You click a link, sign in, approve the MFA prompt, and get back to your day. Completely unaware that someone else just logged into your account at the same moment.

That’s not a hypothetical. It’s how Adversary-in-the-Middle (AiTM) phishing attacks work — and it’s why businesses that rely on standard MFA as their primary identity protection are carrying more risk than they realize.

MFA Doesn’t Protect What Happens After You Log In

Multi-factor authentication protects the login event. Once you successfully complete MFA, the service issues a session cookie — a token that tells the application you’ve already been verified. From that point forward, no password or MFA prompt is required. The system trusts whoever holds that cookie.

AiTM attacks target exactly that window.

An AiTM phishing site isn’t a basic replica of a login page. It’s a live reverse proxy. The attacker’s infrastructure sits between you and the real authentication service. Every keystroke, redirect, and server response passes through the attacker’s system in real time. From your perspective, nothing looks wrong — the page has correct branding, working redirects, and a functioning MFA prompt. In most cases the only giveaway is a slightly altered URL that goes unnoticed on a mobile screen.

Once you successfully complete MFA, the session cookie is issued. The attacker captures it. They import it into their own browser and immediately resume the session — no login, no MFA challenge. They’re inside a fully authenticated, fully trusted session.

Microsoft tracked a 146% rise in AiTM attacks over the past year, driven largely by Phishing-as-a-Service platforms that let even low-skill attackers run these campaigns at scale.

What Attackers Do Once They’re In

What makes AiTM compromise particularly dangerous is what comes after the session is stolen — and how quiet it tends to be.

The attacker is operating inside a legitimate authenticated session. There are no failed MFA attempts. No unusual login alerts. Nothing in standardl mail forwarding rules, suspicious access patterns, or changes to account settings shortly after authentication — provide the monitoring layer that catches AiTM activity before it leads to financial fraud.

**User awareness on URL verification.** Employees who understand that a working MFA prompt on an unfamiliar-looking URL is still a red flag are better positioned to pause before approving a prompt. A brief walkthrough of what AiTM lures look like in Microsoft 365 contexts — shared document notifications, payroll emails, meeting invitations — meaningfully reduces exposure.

The Bottom Line

MFA is a baseline, not a finish line. AiTM attacks don’t break MFA — they wait for it to succeed, then take over.

The businesses that reduce this risk are the ones that understand how sessions, tokens, and identity trust actually work, and build controls around each layer — not just the login screen.

If you want to review your identity security controls, we can walk through where your environment stands. That’s worth a conversation before an incident does it for you instead.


Exercise aim - The line containing "The image size is (1407, 673)." marks where to begin. Write out that line and every line after it exactly, through the last line below.

Collected data entries:
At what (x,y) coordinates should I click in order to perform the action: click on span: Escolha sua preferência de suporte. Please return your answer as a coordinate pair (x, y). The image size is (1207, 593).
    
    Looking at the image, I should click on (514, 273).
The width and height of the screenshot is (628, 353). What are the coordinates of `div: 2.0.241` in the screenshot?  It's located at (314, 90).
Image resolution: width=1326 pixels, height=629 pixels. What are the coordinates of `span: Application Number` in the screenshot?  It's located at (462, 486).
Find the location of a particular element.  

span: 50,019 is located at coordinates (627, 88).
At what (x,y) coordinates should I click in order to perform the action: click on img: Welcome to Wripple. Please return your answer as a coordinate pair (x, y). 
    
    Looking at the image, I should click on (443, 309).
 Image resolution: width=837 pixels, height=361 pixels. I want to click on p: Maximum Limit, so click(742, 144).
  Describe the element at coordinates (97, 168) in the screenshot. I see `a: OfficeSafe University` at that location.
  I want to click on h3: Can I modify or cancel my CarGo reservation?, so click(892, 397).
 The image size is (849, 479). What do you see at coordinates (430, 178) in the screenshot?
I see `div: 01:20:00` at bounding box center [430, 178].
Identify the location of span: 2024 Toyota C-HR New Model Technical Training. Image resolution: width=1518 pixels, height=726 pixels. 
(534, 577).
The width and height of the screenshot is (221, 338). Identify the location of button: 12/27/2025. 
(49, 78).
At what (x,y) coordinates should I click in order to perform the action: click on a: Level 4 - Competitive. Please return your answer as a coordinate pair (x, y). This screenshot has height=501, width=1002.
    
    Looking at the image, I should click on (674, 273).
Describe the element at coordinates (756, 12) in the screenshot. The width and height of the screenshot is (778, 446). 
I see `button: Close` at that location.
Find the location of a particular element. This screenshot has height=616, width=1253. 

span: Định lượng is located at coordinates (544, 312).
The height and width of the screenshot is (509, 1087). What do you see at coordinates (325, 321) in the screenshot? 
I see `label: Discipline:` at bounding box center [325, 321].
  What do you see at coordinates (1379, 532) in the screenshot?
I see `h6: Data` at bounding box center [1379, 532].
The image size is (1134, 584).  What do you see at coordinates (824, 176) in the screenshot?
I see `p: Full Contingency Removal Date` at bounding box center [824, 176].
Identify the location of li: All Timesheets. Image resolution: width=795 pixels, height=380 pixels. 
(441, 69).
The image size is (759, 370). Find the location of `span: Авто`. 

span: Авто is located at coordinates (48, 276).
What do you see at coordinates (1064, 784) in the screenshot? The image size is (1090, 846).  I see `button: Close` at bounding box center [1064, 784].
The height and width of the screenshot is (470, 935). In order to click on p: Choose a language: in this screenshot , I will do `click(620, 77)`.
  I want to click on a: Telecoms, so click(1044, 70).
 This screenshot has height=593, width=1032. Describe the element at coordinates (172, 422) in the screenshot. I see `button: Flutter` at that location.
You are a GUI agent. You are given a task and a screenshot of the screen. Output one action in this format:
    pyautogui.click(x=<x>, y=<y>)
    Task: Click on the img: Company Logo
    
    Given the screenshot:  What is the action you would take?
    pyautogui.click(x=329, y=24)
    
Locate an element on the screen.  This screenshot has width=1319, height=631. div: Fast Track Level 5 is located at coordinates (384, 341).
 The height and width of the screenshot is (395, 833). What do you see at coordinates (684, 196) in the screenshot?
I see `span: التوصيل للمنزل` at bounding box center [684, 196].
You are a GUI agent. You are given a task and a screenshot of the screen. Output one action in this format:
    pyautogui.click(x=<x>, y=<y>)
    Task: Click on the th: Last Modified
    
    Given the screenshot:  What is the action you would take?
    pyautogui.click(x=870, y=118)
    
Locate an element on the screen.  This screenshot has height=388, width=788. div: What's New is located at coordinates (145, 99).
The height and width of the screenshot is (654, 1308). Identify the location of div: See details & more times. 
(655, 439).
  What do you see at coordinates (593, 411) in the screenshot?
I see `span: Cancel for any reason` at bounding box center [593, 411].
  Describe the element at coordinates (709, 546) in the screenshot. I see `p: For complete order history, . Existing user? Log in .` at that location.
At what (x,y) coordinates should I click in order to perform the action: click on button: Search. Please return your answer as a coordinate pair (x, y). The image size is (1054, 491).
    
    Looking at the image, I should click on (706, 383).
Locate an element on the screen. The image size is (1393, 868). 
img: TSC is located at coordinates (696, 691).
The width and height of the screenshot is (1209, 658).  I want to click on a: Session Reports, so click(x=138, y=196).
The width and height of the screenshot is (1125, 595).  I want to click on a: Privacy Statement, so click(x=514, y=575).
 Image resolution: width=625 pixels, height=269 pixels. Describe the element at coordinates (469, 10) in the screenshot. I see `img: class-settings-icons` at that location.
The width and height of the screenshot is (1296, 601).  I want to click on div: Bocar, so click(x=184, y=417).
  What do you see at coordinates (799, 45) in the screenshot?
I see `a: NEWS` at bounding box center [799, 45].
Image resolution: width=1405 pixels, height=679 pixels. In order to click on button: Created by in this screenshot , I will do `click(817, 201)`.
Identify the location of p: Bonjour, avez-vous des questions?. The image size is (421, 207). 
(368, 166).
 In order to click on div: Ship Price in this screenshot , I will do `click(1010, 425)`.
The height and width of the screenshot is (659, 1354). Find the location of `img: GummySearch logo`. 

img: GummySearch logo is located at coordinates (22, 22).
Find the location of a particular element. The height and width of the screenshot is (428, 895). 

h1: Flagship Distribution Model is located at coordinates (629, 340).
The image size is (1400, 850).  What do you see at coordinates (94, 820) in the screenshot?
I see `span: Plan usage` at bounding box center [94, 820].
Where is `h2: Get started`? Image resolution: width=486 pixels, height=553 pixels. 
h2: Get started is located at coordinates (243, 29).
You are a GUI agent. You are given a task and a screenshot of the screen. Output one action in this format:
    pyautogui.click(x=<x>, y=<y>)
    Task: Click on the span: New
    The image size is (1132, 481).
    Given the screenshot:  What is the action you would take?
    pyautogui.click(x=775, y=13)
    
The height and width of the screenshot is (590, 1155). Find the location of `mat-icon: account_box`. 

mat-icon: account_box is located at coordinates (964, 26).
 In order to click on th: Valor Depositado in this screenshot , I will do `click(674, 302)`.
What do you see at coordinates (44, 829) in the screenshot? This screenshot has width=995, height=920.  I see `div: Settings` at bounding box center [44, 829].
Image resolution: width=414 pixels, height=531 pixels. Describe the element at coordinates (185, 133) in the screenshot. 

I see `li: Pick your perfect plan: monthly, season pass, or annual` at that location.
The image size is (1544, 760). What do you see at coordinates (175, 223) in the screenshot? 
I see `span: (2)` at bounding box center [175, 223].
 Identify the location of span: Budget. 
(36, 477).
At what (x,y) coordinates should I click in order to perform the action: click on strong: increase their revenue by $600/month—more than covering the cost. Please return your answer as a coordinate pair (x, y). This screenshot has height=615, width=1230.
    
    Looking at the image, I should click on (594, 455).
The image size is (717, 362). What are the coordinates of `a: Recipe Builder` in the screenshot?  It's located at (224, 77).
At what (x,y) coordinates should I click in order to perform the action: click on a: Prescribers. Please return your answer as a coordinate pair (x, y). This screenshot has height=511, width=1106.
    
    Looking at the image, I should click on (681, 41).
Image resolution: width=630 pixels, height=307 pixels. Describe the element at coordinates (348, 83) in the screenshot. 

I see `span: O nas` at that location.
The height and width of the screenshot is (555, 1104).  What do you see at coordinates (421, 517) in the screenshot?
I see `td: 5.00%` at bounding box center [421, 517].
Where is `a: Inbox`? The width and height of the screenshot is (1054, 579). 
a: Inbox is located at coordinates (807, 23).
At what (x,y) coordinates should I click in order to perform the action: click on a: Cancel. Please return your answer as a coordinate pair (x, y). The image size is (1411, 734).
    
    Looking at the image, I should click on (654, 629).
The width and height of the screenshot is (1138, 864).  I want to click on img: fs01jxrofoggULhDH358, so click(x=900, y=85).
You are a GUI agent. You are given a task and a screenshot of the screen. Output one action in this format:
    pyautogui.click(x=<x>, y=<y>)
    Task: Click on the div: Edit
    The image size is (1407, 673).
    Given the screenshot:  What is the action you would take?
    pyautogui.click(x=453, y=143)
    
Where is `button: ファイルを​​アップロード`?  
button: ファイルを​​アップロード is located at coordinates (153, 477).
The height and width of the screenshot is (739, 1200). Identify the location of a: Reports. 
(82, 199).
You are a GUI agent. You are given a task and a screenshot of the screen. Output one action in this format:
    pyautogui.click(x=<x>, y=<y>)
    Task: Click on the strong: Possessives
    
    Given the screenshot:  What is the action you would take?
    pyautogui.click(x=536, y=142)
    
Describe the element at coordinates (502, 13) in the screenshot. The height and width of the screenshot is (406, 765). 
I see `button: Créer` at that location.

Result for this task -
    The image size is (1407, 673).
    Given the screenshot:  What is the action you would take?
    pyautogui.click(x=453, y=143)
    
Where is `button: ファイルを​​アップロード`?  
button: ファイルを​​アップロード is located at coordinates (153, 477).
The height and width of the screenshot is (739, 1200). Identify the location of a: Reports. 
(82, 199).
You are a GUI agent. You are given a task and a screenshot of the screen. Output one action in this format:
    pyautogui.click(x=<x>, y=<y>)
    Task: Click on the strong: Possessives
    
    Given the screenshot:  What is the action you would take?
    pyautogui.click(x=536, y=142)
    
Describe the element at coordinates (502, 13) in the screenshot. The height and width of the screenshot is (406, 765). 
I see `button: Créer` at that location.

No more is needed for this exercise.